The challenge of this book is thinking critically about media practices in a setting where they are fast, fun, and ubiquitous. As an avowedly engaged and political approach to thought, critical theory of any sort encounters challenges. Attempting to analyze and intervene in the present, it nonetheless adopts a backward gaze, an idea G.W.F. Hegel figures with the owl of Minerva flying at dawn, Michel Foucault practices through his historical methods of archaeology and genealogy, and Slavoj ?i?ek conceptualizes with the notion of “retroactive determination.” A problem specific to critical media theory is the turbulence of networked communications: that is, the rapidity of innovation, adoption, adaptation, and obsolescence. The object of one’s theoretical focus and critical ire quickly changes or even vanishes. The time of theory is over-taken, even taken over, by ever-morphing, interlinking, media.
Since books can easily be surpassed by events, they appear particularly ill chosen as a medium through which to present a critical media theory. A theory that is current, if it is possible at all, seems confined to presentation within the forms and circuits it analyzes. It can be presented in face-to-face conferences, workshops, or meet-ups; it can be posted on discussion lists or blogs. It can be visualized, videoed, shared and distributed, critiqued, amended, sampled, and forwarded. Thought can be made immediate, an element of its moment or, more precisely, of the fantasy that attempts to delimit a moment out of the present’s rush to the future and absorption into the past.
Blog Theory offers a critical theory of contemporary media. Furthering her account of communicative capitalism, Jodi Dean explores the ways new media practices like blogging and texting capture their users in intensive networks of enjoyment, production, and surveillance. Her wide-ranging and theoretically rich analysis extends from her personal experiences as a blogger, through media histories, to newly emerging social network platforms and applications.
Set against the background of the economic crisis wrought by neoliberalism, the book engages with recent work in contemporary media theory as well as with thinkers such as Giorgio Agamben, Jean Baudrillard, Guy Debord, Jacques Lacan, and Slavoj ?i?ek.
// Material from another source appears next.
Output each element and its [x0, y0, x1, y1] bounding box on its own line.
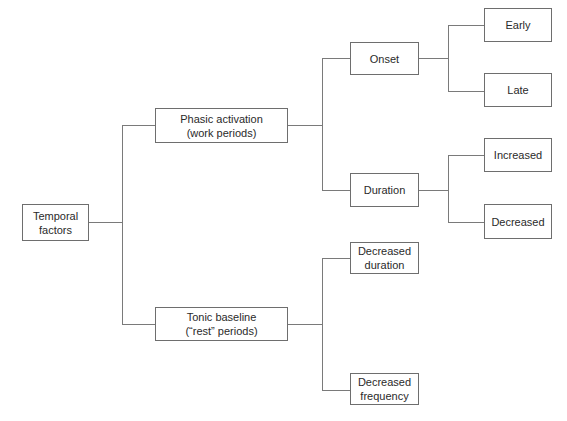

Through these engagements, Dean defends the provocative thesis that reflexivity in complex networks is best understood via the psychoanalytic notion of the drives. She contends, moreover, that reading networks in terms of the drives enables us to grasp their real, human dimension, that is, the feelings and affects that embed us in the system.
In remarkably clear and lucid prose, Dean links seemingly trivial and transitory updates from the new mass culture of the internet to more fundamental changes in subjectivity and politics. Everyday communicative exchangesÑfrom blog posts to text messagesÑhave widespread effects, effects that not only undermine capacities for democracy but also entrap us in circuits of domination.